On the surface, that success appears to be largely from the growing demand for the company’s gas turbine business. But, just like the wider changes happening in the energy system today, GE Vernova’s growth story is much more complicated. The company has thus far avoided investing in new gas turbine factories, its R&D budget has increasingly flowed toward its electrification business, and growing sales to new tech customers have forced out-of-the-box thinking.
Asked for a succinct description of his business today, Strazik frames it around delivering the “resilient electron,” whatever the source of that electron may be. GE Vernova's edge comes from a refusal to over commit to any singular energy future. In an era of competing narratives that no one can credibly adjudicate, the winning bet may be to sit at the center of all of them.

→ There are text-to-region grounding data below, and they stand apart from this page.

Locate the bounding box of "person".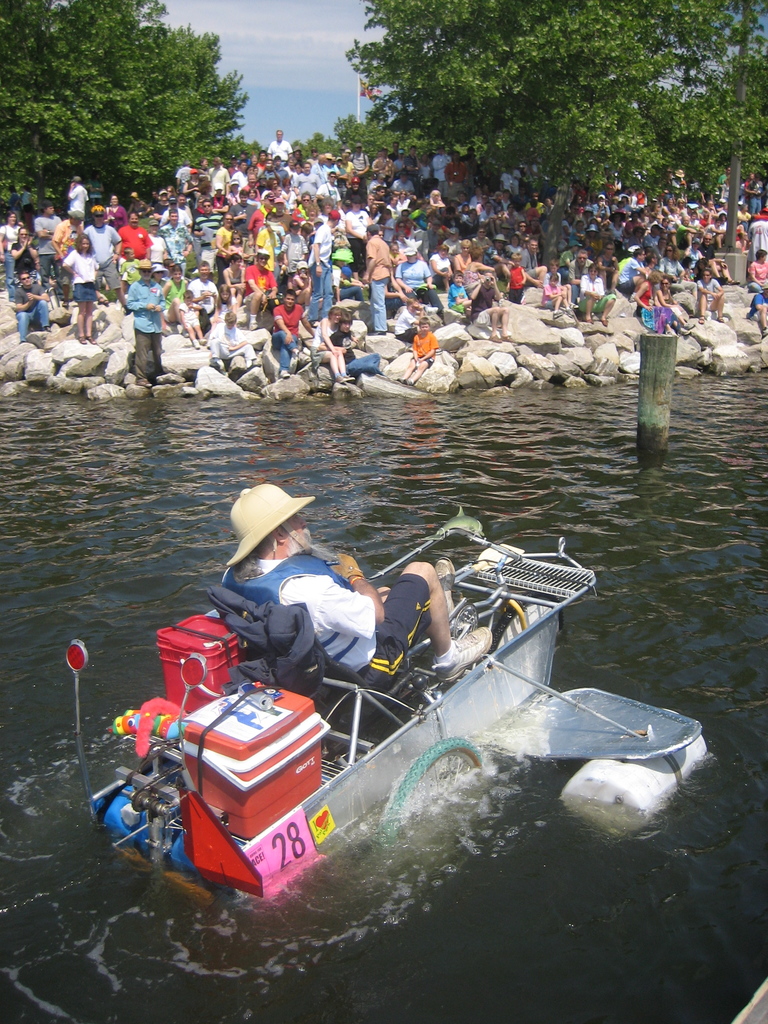
Bounding box: l=17, t=216, r=51, b=267.
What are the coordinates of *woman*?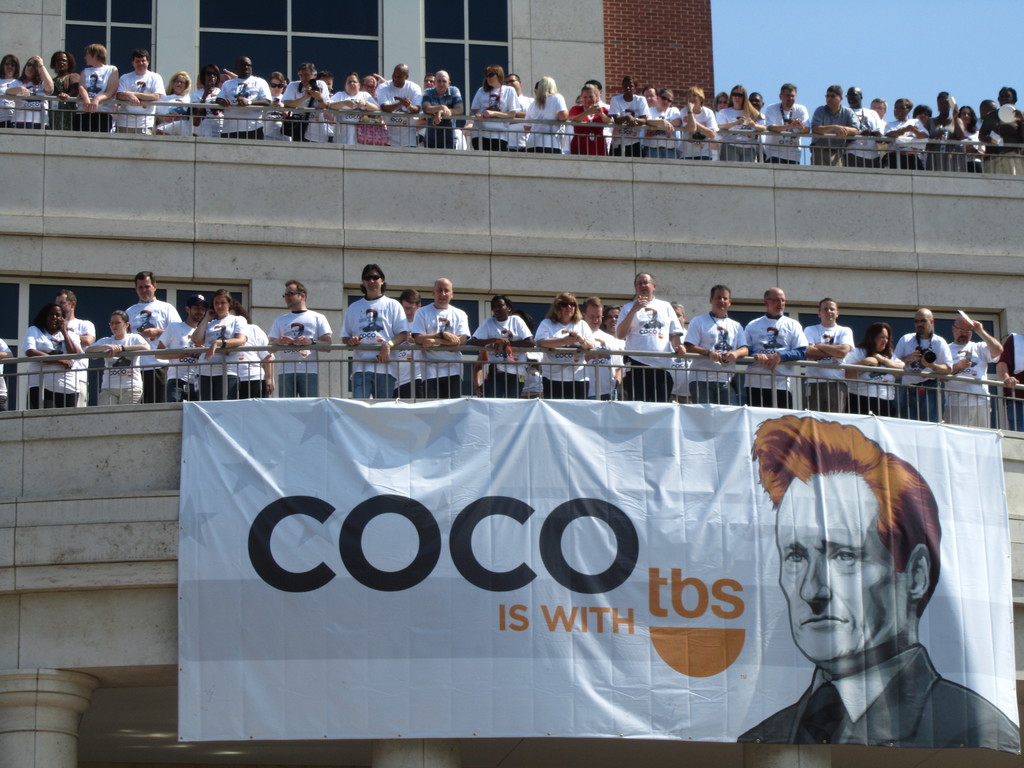
{"left": 74, "top": 303, "right": 152, "bottom": 405}.
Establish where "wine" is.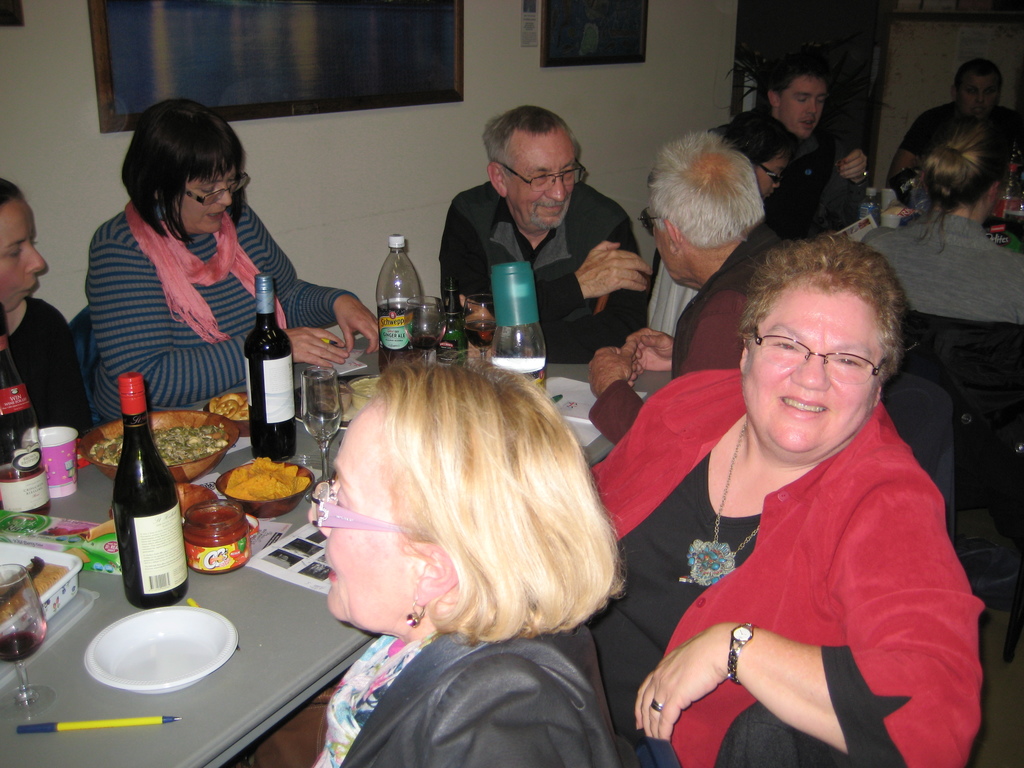
Established at select_region(112, 367, 201, 609).
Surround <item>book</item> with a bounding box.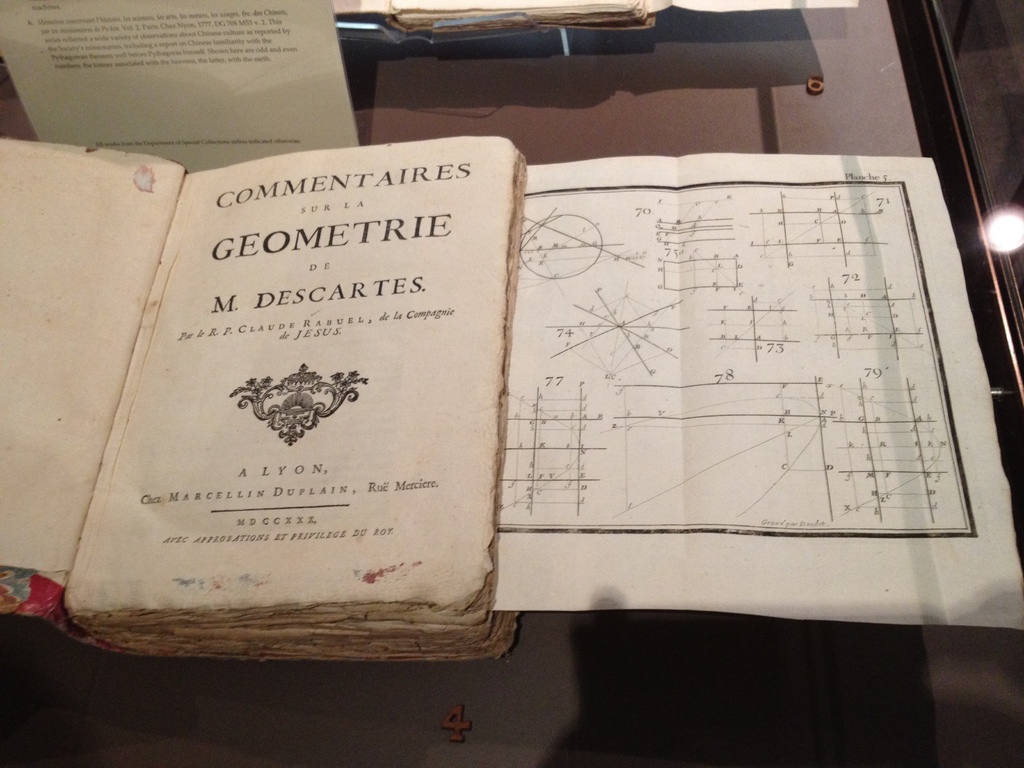
bbox=[20, 133, 550, 630].
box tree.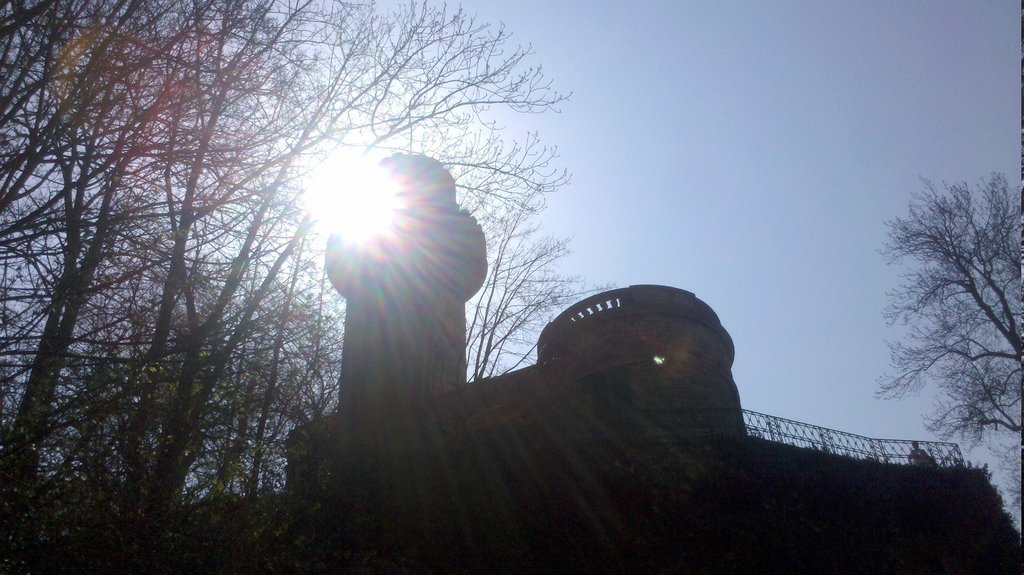
[876,150,1007,483].
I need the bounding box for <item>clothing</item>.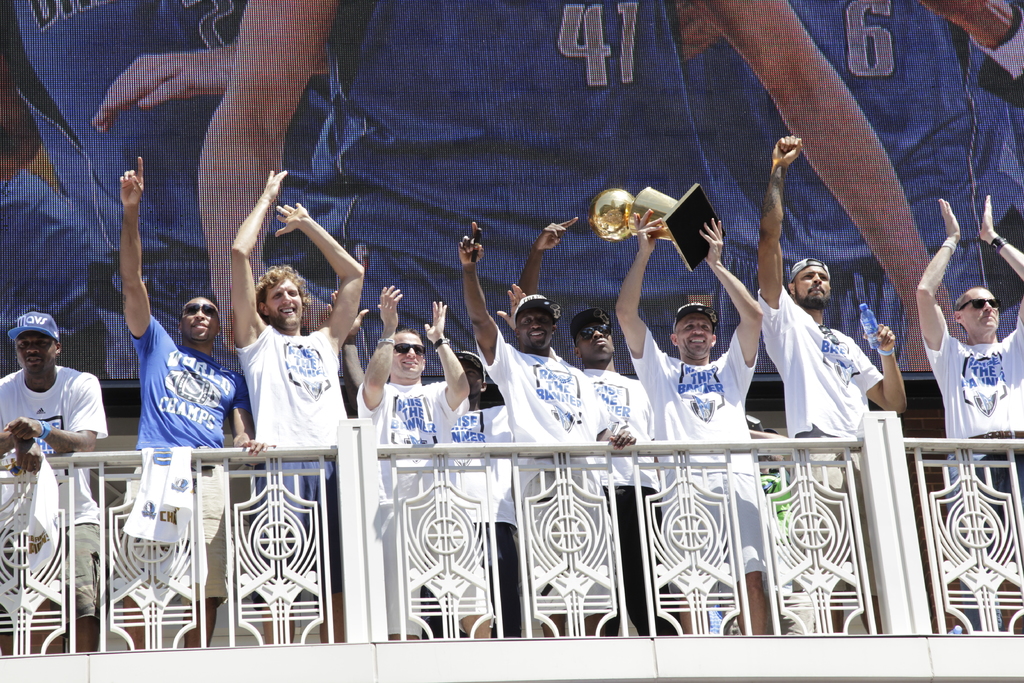
Here it is: select_region(237, 320, 348, 447).
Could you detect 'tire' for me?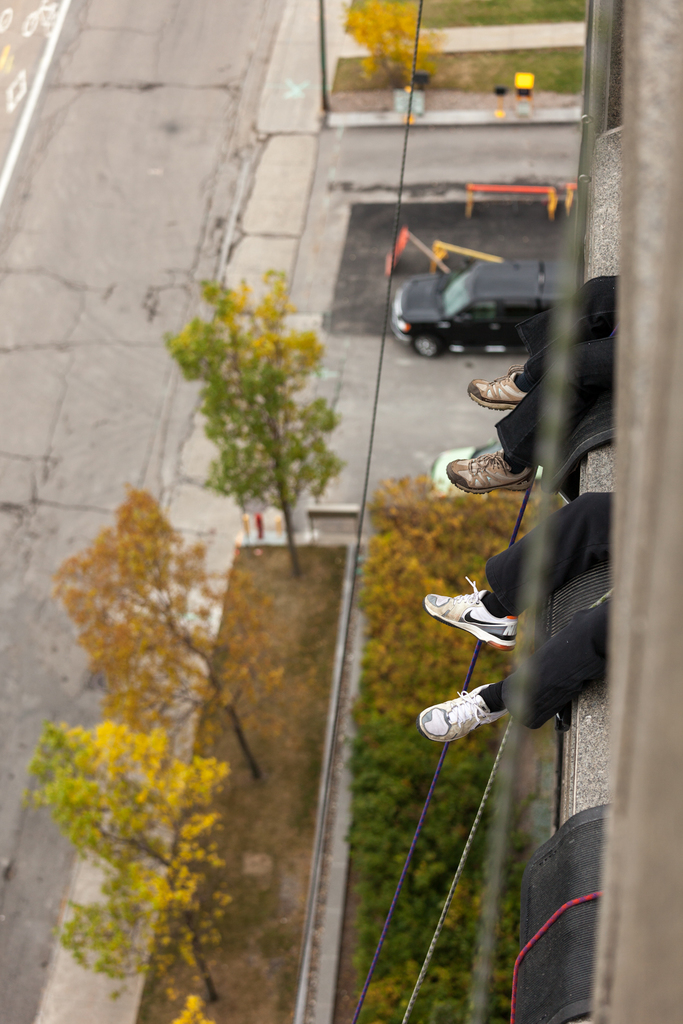
Detection result: l=411, t=328, r=445, b=356.
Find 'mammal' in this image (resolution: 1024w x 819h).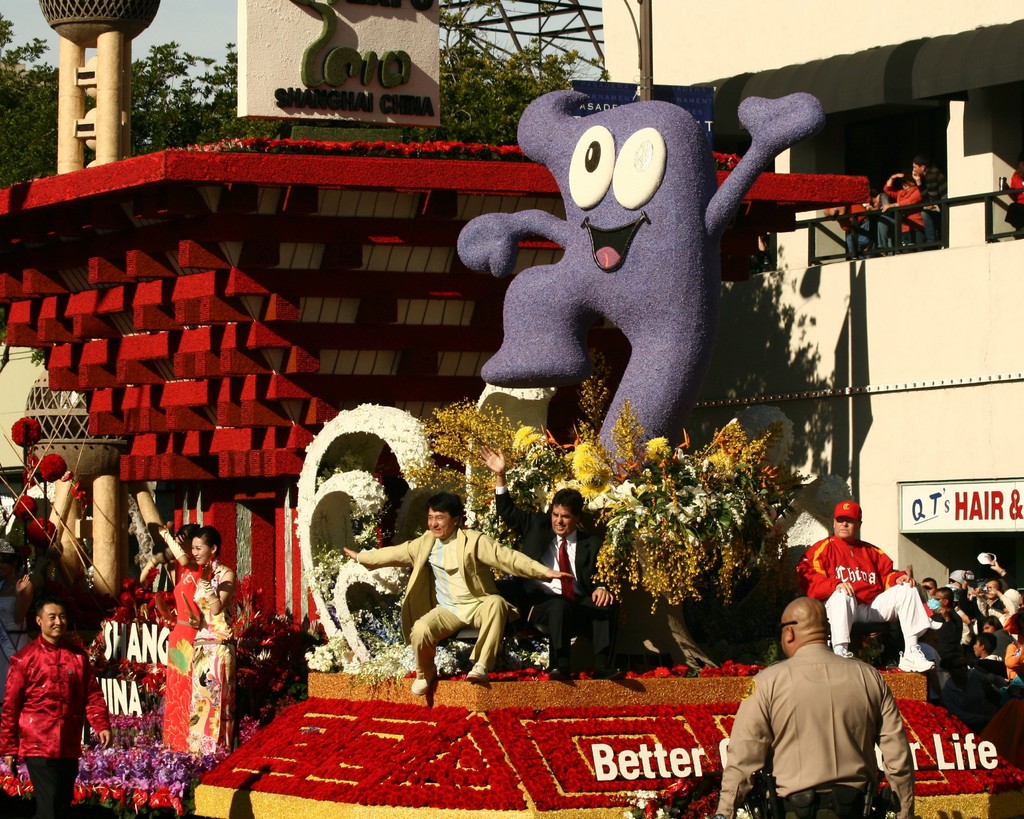
bbox=(166, 525, 239, 763).
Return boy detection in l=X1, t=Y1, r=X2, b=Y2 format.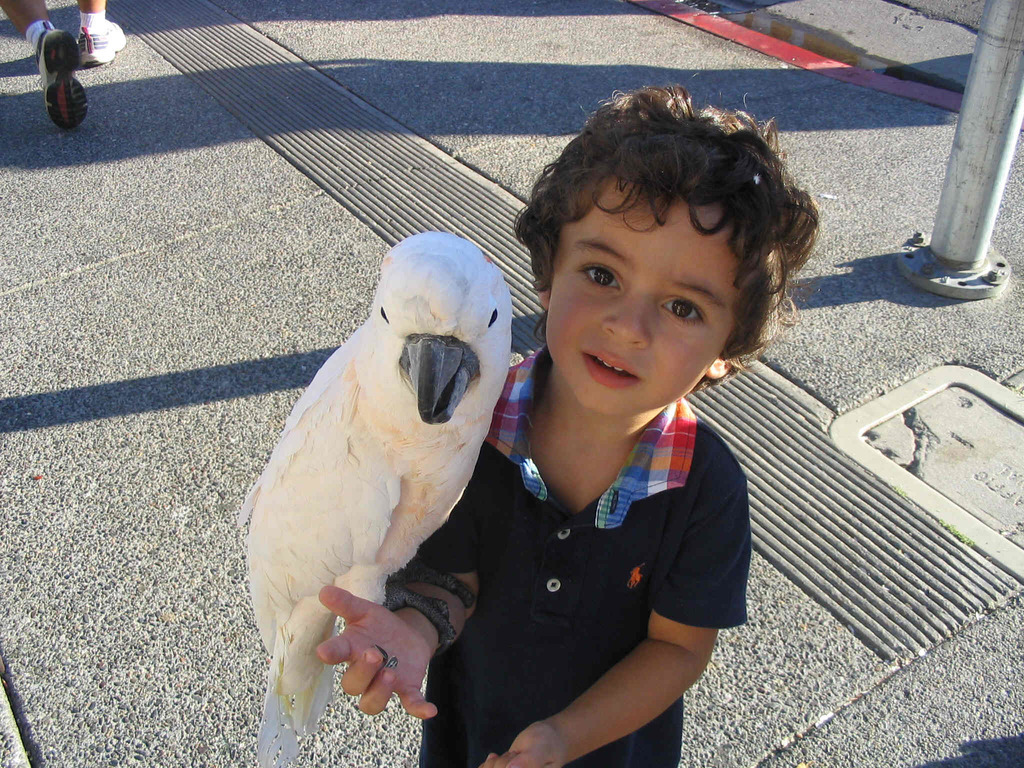
l=281, t=93, r=840, b=749.
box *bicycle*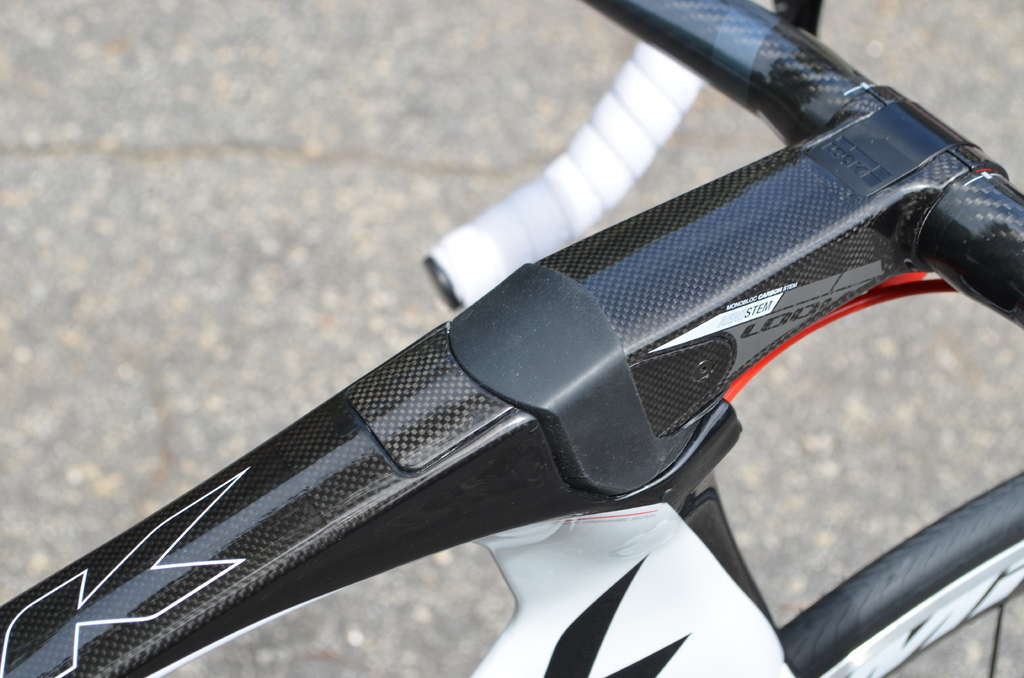
<region>10, 0, 1023, 677</region>
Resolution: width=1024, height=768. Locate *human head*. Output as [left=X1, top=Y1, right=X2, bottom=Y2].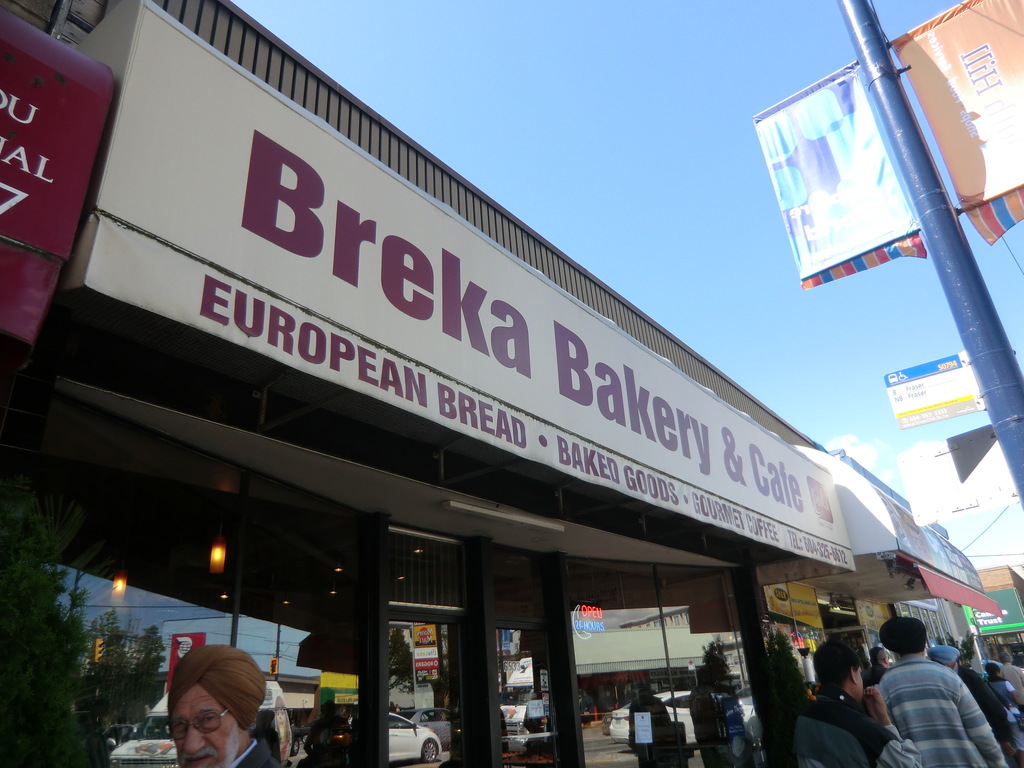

It can sometimes sound almost as though the company is a pure-play gas turbine maker. But in striking contrast to some of the customers clamoring for the product, Strazik takes a more measured approach. He has invested in existing gas turbine manufacturing facilities to try squeezing out capacity, but has declined to commit to building new ones, citing a range of uncertainties in the market. Construction firms, gas pipelines, permitting, and grid interconnection are bigger challenges than production capacity. “Even if we could wave a magic wand and create more gas turbines, the reality is, there aren’t pedestals in the world that are simply waiting for the gas turbine,” he says.
Serving this new type of customer has pushed GE Vernova to adapt, says Strazik. In a way, its gas prowess has opened the door for the company to sell other technologies. Big tech demand is pushing GE Vernova further down the power value chain, from turbines and grid equipment outside the data center toward electrical equipment and software closer to the rack.
Clean tech provides yet another source of optionality. Tech companies, for example, are increasingly ordering generators from GE Vernova outfitted for potential future carbon capture (though many barriers remain to actually retrofitting them so they can do that). The company has also made a long-term bet on small modular nuclear reactors (SMRs) as it works with partners to build its first in Canada and potentially many more in the U.S. The goal is to rebuild the nuclear supply chain that has fallen dormant in the U.S. to give SMRs a long-term future. And, at a time when wind has become a dirty word in Washington D.C., Strazik isn’t keen to abandon it. Today’s wind business is mostly servicing and repairing units that have already been installed. In the future, though, it could be something more. “This certainly isn’t the moment, in my view, that you walk from wind,” he says, adding that “it’s clearly at volume bottom, at least in the U.S.”